Cybersecurity researchers have found two critical vulnerabilities in Zoom that could let hackers hack into the systems of group chat participants or an individual recipient remotely.
Both the vulnerabilities discovered are of path transversal vulnerability and can be exploited to inject arbitrary files on the systems that are running vulnerable versions of the Zoom app to execute the malicious code in the victim’s device.
The researchers said that for successful exploitation of both the vulnerabilities, it requires very less or no interaction from chat feature in individual or a group chat. The vulnerability can be exploited by sending specially crafted messages in the chat feature.
The vulnerability can be tracked as CVE-2020-6109, the vulnerability resides in the Zoom leverages GIPHY service, which lets its users search and exchange GIFs during chatting.
Also, Zoom app doesn’t verify whether the GIFs is sent through GIPHY service or from third party source that could allow an attacker to send malicious GIFs.
Besides this, since Zoom doesn’t sanitize the filenames it could also allow an attacker to achieve directory traversal and could also save malicious files embedded in GIFs on the specified location. Ex: Windows Startup folder.

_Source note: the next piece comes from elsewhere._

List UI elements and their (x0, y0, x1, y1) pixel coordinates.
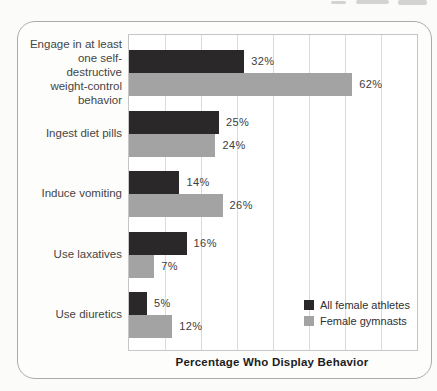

A specially crafted chat message can cause an arbitrary binary planting which could be abused to achieve arbitrary code execution. An attacker needs to send a specially crafted message to a target user or a group to trigger this vulnerability. For the most severe effect, target user interaction is required
The researcher said
Another vulnerability can be tracked as CVE-2020-6110 and was a remote code execution type vulnerability that could let attackers execute remote code, and the vulnerability resides in the Zoom application process code snippets shared through the chat.